The Best Of The Dish This Weekend

Pantless Sunday Call Draws Participants In Berlin

Several readers found one post today to be, well, aggravating:

I looked for one of your awards to nominate “The Foundations of Morality” for, as it contained discussions worthy of some award. Since none of the awards fit, I’ll just nominate the whole thing as bullshit. Is that an award?

Not quite. But it was annoy-an-atheist day at the Dish. Damon Linker’s thoughts on God were dismissed thus:

It’s substance-free ass gas like this that makes me throw up a little whenever I hear the phrase “sophisticated theology.”

Make your own mind up. We came across some exquisite expressions of grief; and the crucifixion of the ego; the blogger who offers aesthetic critiques of dick selfies explained herself (not that she needs to); more readers spoke of divorcing members of their families (a thread of intermittent sadness and uplift); and someone turned T.S. Eliot into a comic strip.  I have to say I don’t care that this photograph was photo-shopped; and loved the fact that Walt Whitman had a ninth century alter ego.

As for “epiphanies“, a reader writes:

I hope you don’t think this is flippant, after your thoughtful post, but it’s a joke I shared with my boyfriend who died 20 years ago, and he’s been on my mind lately.

Driving back from the beach, on a two-lane bridge, we came up on two pickup trucks who were stopped, one going each way, and the drivers were talking. (It’s a pretty sleepy little Florida panhandle town, so this was probably par for the course.) I said, “I wonder what they’re doing?” and my boyfriend said, “Maybe they’re having an epiphany,” which gave us the giggles. “That one guy is definitely starting to epiph around the edges there,” he added, sending us into fits of laughter.

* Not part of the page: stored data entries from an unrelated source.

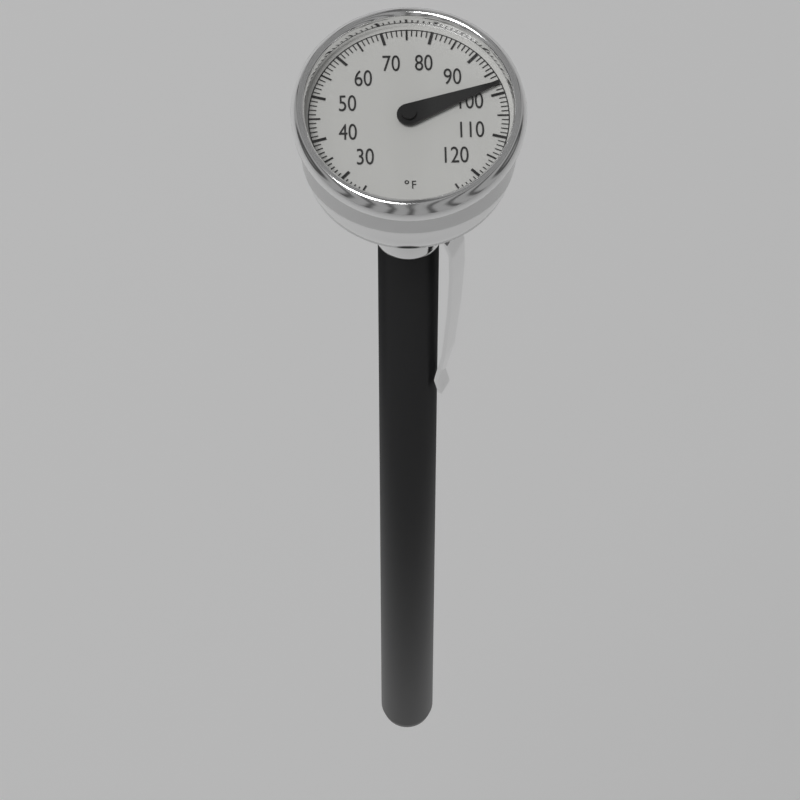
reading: 98 °F
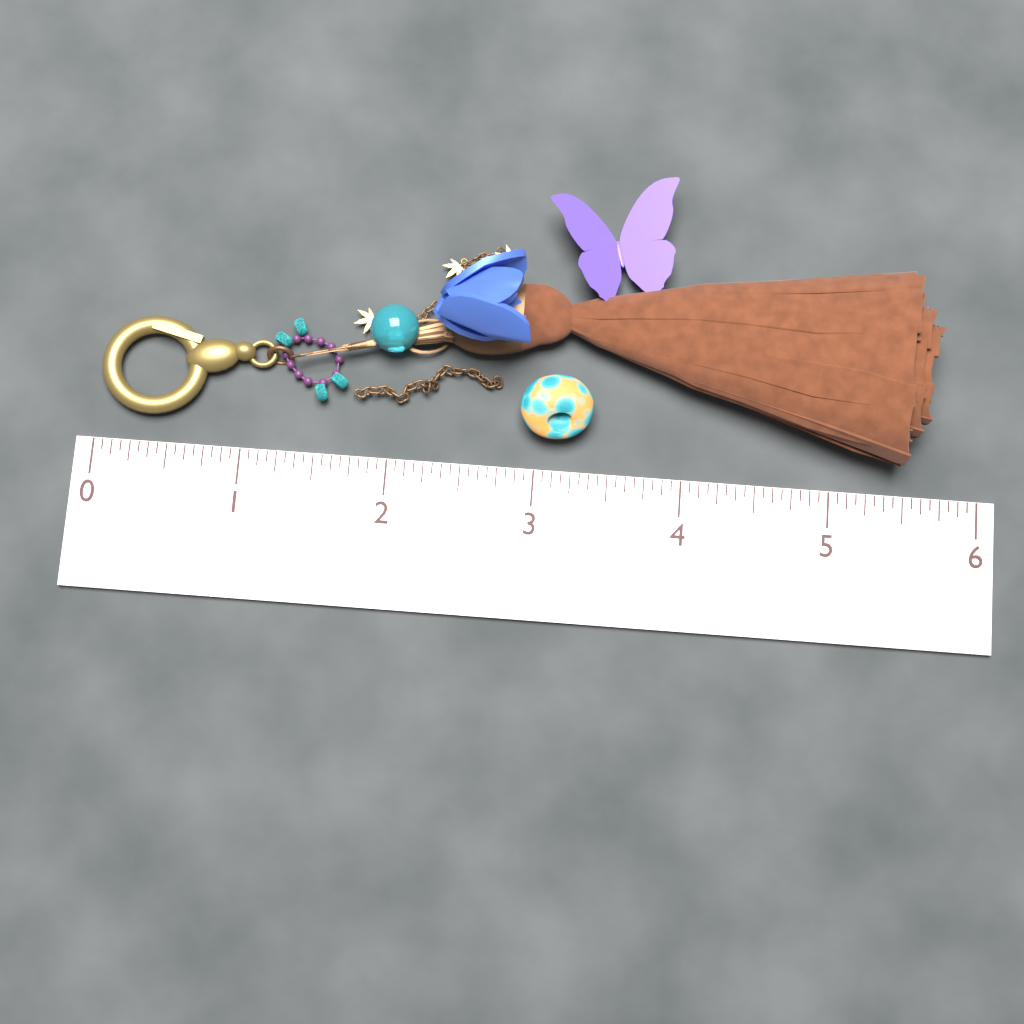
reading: 5.6875 (no unit)
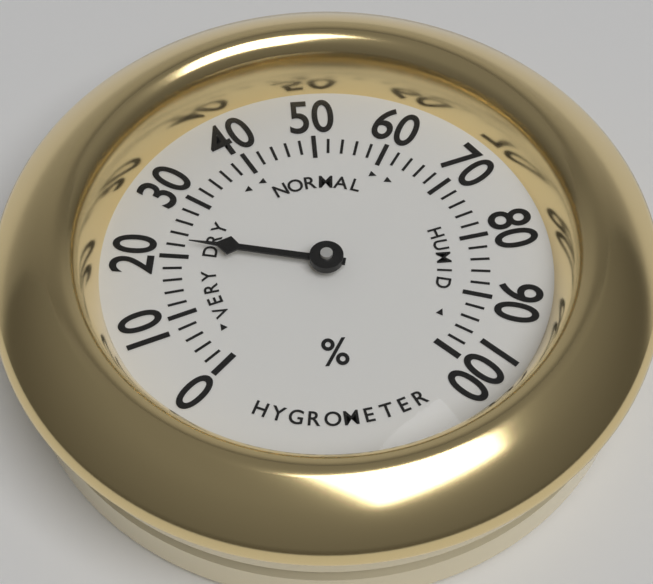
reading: 22 %
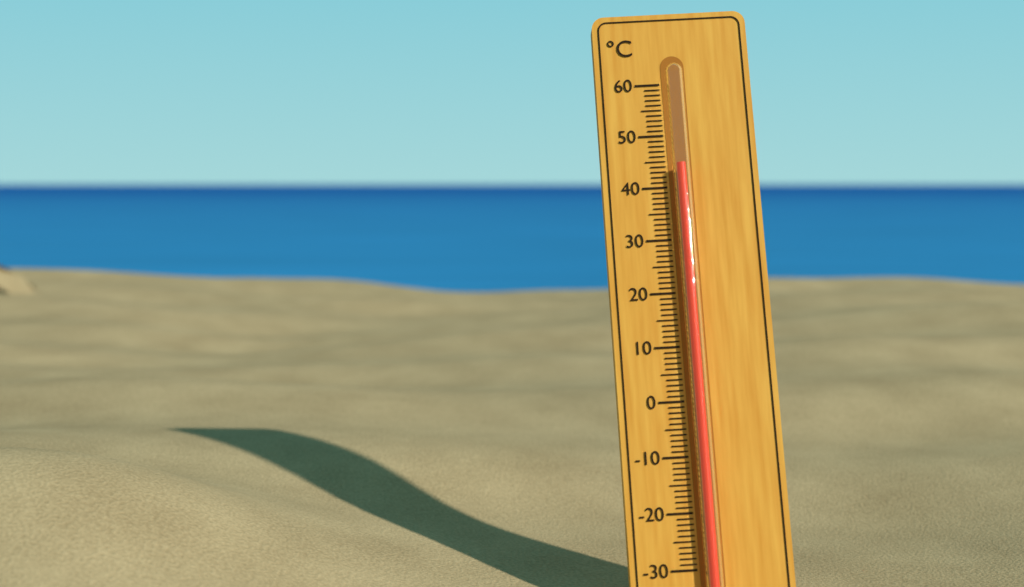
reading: 44 °C
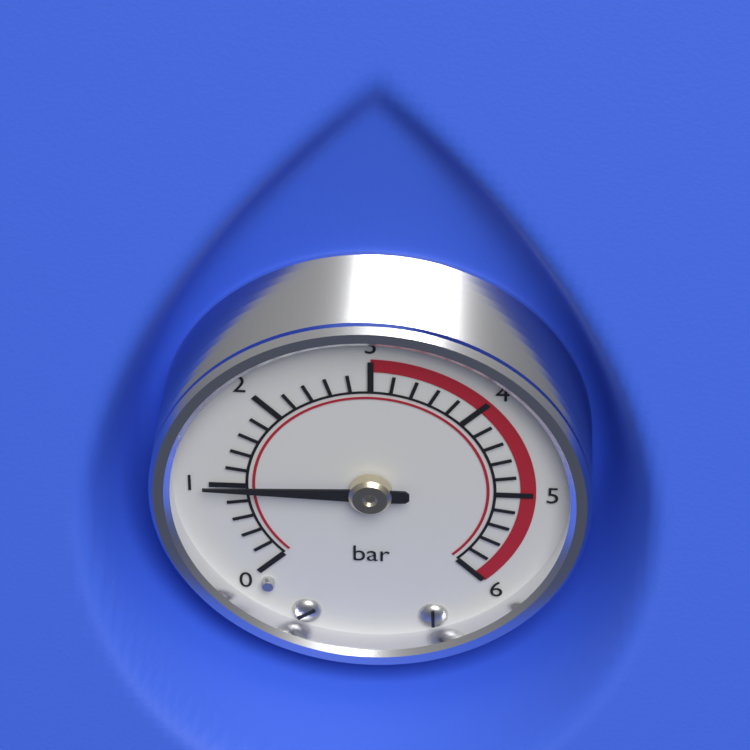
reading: 1.0 bar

I still find myself saying that, “you’re starting to epiph around the edges there,” and no one ever knows what I mean.

It sucks when you have an in-joke with someone who dies and then you don’t have anyone to be in on the joke with anymore. I’m sure you know what I mean.

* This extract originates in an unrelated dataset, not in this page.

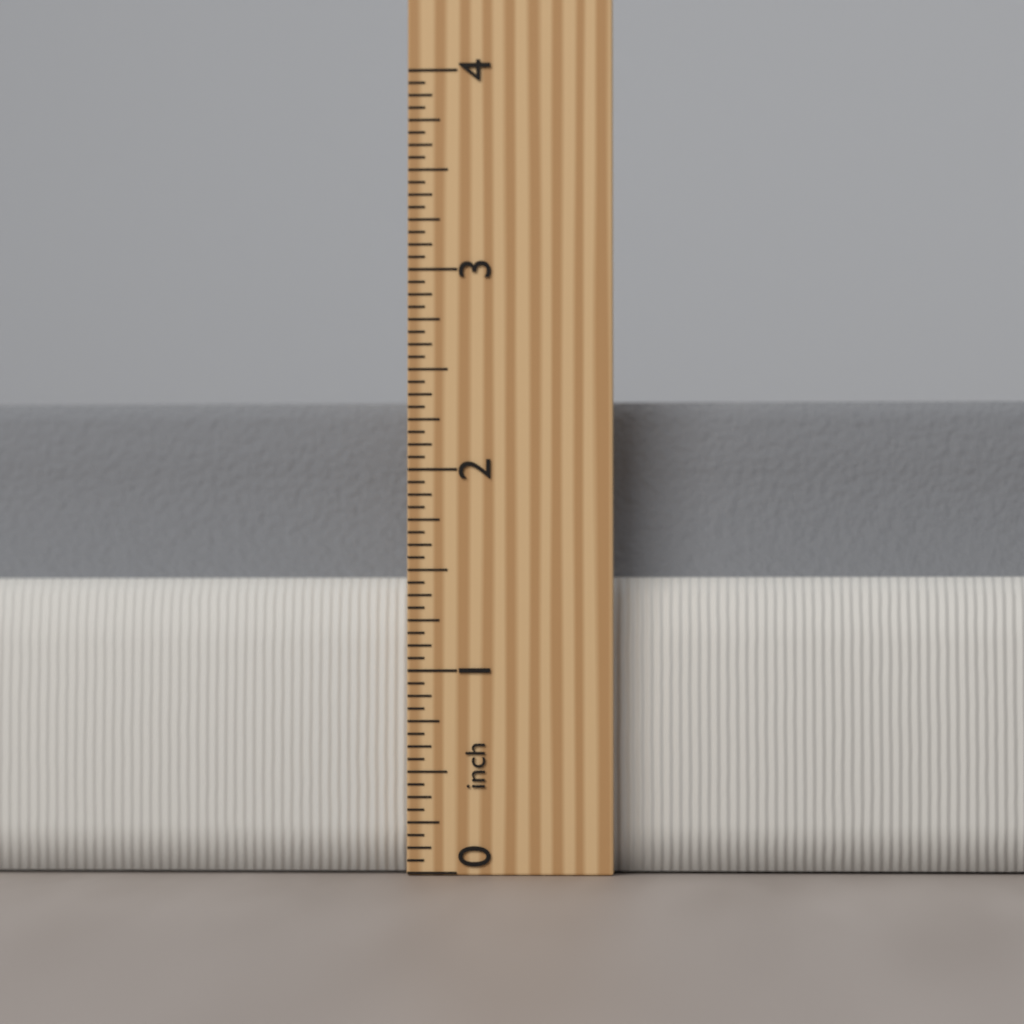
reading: 2.3750 inch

As a matter of fact, I do.

The most popular post of the day was Tumblr of the Day (dick pics, natch); second up was on male insecurities about our wing-wangs. None of that content was sponsored, I swear.

See you in the morning.

(Photo: A participant of the No Pants Subway Ride types on an Apple iPhone while riding a train on January 12, 2014 in Berlin, Germany. The annual event, in which participants board a subway car in January while not wearing any pants while behaving as though they do not know each other, began as a joke by the public prank group Improv Everywhere in New York City and has since spread around the world, with enthusiasts in around 60 cities and 29 countries across the globe, according to the organization’s site. By Adam Berry/Getty Images.)